Subtraction.com

Our Books, Our Shelves

Even though it’s only November, I’ve been sitting around thinking about next year, specifically about what I’m going to do with it. As I indicated recently, my plan is to scale back on the number of speaking engagements I’ll do in 2008. Partly, I want more time at home and less time at the mercy of the airlines. And partly my plan is to spend at least some of that time writing a book. (I’m nervous even saying that here because who knows if I really have it in me to actually finish writing a book, to say nothing of getting it published.)

What kind of book, you might ask? Well, I’ve decided that it’s not going to be a book about typographic grids, in spite of what modest sums of notoriety I’ve achieved with regard to that subject. Beyond what I’ve committed to blog posts and extemporized at conferences so far, I just don’t think I have much more to say about grids. They’re a valuable and fascinating tool for design, but I feel that, for now anyway, I’ve reached an upper limit on my ability to add to the discourse.

What other subject, then, for this so-called book I’m allegedly planning to write? It’s something that’s still germinating, so it would be premature to go into detail on it now. If and when I get further down the road with it — and if I get a sufficient, confidence-building head of steam — I fully expect to be drafting at least parts of the manuscript in public view on this blog. So not to worry; if it ever becomes a real thing and not just me talking aimlessly, then you’ll get more posts about the book than you care to read about right here.

However, without going into too much detail, I can offer one high-level idea of what kind of product I’m going for: it should be the kind of book that simplifies the shopping experience at your local Barnes & Noble bookseller.

Bookstore Boundaries

This is what I mean. Next time you visit one of these stores — or any similar, large-scale book retailer — walk over, first, to the section where all the books on Web design are stored, the shelves where you can find copies of “Designing with Web Standards,” “About Face” and “Designing for Interaction,” among others.

Then walk over to the section where all the graphic design books are stored, the shelves where you can find copies of “Design, Form & Chaos,” “The Elements of Typographic Style” and “Grid Systems in Graphic Design.”

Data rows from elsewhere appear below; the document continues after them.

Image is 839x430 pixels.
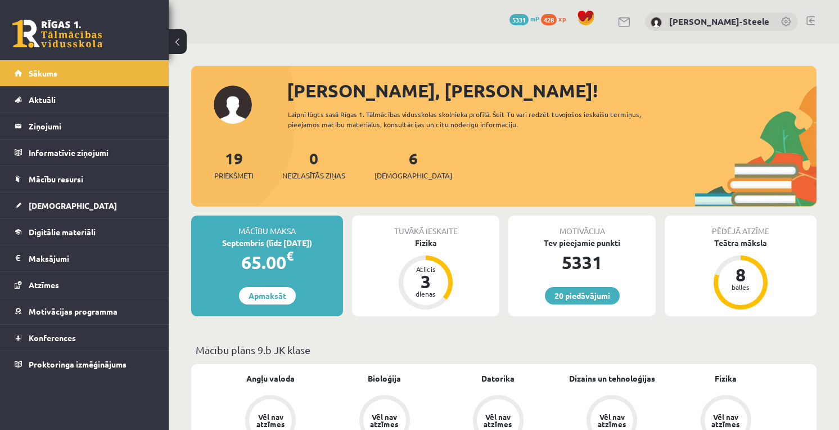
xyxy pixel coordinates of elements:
[508,237,656,249] div: Tev pieejamie punkti
[196,342,812,357] p: Mācību plāns 9.b JK klase
[409,290,443,297] div: dienas
[541,14,571,23] a: 428 xp
[352,215,499,237] div: Tuvākā ieskaite
[569,372,655,384] a: Dizains un tehnoloģijas
[29,113,155,139] legend: Ziņojumi
[29,245,155,271] legend: Maksājumi
[191,237,343,249] div: Septembris (līdz [DATE])
[29,227,96,237] span: Digitālie materiāli
[481,372,515,384] a: Datorika
[29,94,56,105] span: Aktuāli
[375,170,452,181] span: [DEMOGRAPHIC_DATA]
[29,174,83,184] span: Mācību resursi
[15,60,155,86] a: Sākums
[651,17,662,28] img: Ēriks Jurģis Zuments-Steele
[352,237,499,311] a: Fizika Atlicis 3 dienas
[508,249,656,276] div: 5331
[665,237,817,311] a: Teātra māksla 8 balles
[239,287,296,304] a: Apmaksāt
[214,148,253,181] a: 19Priekšmeti
[15,166,155,192] a: Mācību resursi
[665,215,817,237] div: Pēdējā atzīme
[710,413,742,427] div: Vēl nav atzīmes
[246,372,295,384] a: Angļu valoda
[15,219,155,245] a: Digitālie materiāli
[715,372,737,384] a: Fizika
[214,170,253,181] span: Priekšmeti
[596,413,628,427] div: Vēl nav atzīmes
[282,170,345,181] span: Neizlasītās ziņas
[15,245,155,271] a: Maksājumi
[288,109,663,129] div: Laipni lūgts savā Rīgas 1. Tālmācības vidusskolas skolnieka profilā. Šeit Tu vari redzēt tuvojošo...
[29,139,155,165] legend: Informatīvie ziņojumi
[15,272,155,298] a: Atzīmes
[669,16,769,27] a: [PERSON_NAME]-Steele
[255,413,286,427] div: Vēl nav atzīmes
[286,247,294,264] span: €
[282,148,345,181] a: 0Neizlasītās ziņas
[483,413,514,427] div: Vēl nav atzīmes
[15,351,155,377] a: Proktoringa izmēģinājums
[29,68,57,78] span: Sākums
[724,265,758,283] div: 8
[409,265,443,272] div: Atlicis
[724,283,758,290] div: balles
[508,215,656,237] div: Motivācija
[29,332,76,343] span: Konferences
[665,237,817,249] div: Teātra māksla
[510,14,529,25] span: 5331
[15,325,155,350] a: Konferences
[15,192,155,218] a: [DEMOGRAPHIC_DATA]
[287,77,817,104] div: [PERSON_NAME], [PERSON_NAME]!
[510,14,539,23] a: 5331 mP
[545,287,620,304] a: 20 piedāvājumi
[15,87,155,112] a: Aktuāli
[541,14,557,25] span: 428
[559,14,566,23] span: xp
[15,298,155,324] a: Motivācijas programma
[29,200,117,210] span: [DEMOGRAPHIC_DATA]
[530,14,539,23] span: mP
[409,272,443,290] div: 3
[191,249,343,276] div: 65.00
[369,413,400,427] div: Vēl nav atzīmes
[15,113,155,139] a: Ziņojumi
[12,20,102,48] a: Rīgas 1. Tālmācības vidusskola
[29,280,59,290] span: Atzīmes
[29,306,118,316] span: Motivācijas programma
[191,215,343,237] div: Mācību maksa
[375,148,452,181] a: 6[DEMOGRAPHIC_DATA]
[368,372,401,384] a: Bioloģija
[352,237,499,249] div: Fizika
[15,139,155,165] a: Informatīvie ziņojumi
[29,359,127,369] span: Proktoringa izmēģinājums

In all likelihood, you had to visit entirely different parts of the store in order to find both of those batches of books, right? The former were probably sitting side-by-side with technical tomes of all kinds, while the latter were stashed in a tonier section, near the books about art and architecture.

A Sense of Shelf Worth

That just shouldn’t be the case, not at all. To be sure, it’s symptomatic of the huge divide between ‘traditional’ graphic design and interaction design that these subsets of books, which theoretically cater to similar audiences, are so dramatically segregated. But just as importantly, it says something about how these two kinds of design books are conceived, pitched and sold in the market right now. Authors, publishers and consumers think of books that deal with the world of ‘traditional’ graphic design as being vessels for ideas about an art form. And, with few exceptions, they think of books that deal with the world of interaction design and ‘new media’ as being technical documents.

You might defend this divide by arguing that traditional graphic design books tend to deal with concepts and abstractions, while the latter deal primarily with technique. But I say hogwash. It doesn’t take much browsing of the graphic design bookshelves to find, perched nearby to “Tibor Kalman, Perverse Optimist,” a copy of “Layout Workbook: A Real-World Guide to Building Pages in Graphic Design.” In this region of the bookstore, big ideas and august retrospectives have long co-existed with much more pragmatic, tactical how-to’s. There’s no particularly profound reason why they’re not displayed together — other than no one has realized that they belong together.

All of which is a very long-winded manner of expressing my goal for whatever book I’m telling myself I’m going to write next year. I don’t know if I’ll be able to pull it off, but if upon its publishing you walk into your local Barnes & Noble bookstore and you find my book on a shelf anywhere near “Design Writing Researchand near “Bullet Proof Web Design” — in both places or, heck, if both places are in fact the same place — then I will consider it a big, big success. Then again, if it ever shows up on any shelves anywhere, I’ll be pretty damn happy, too.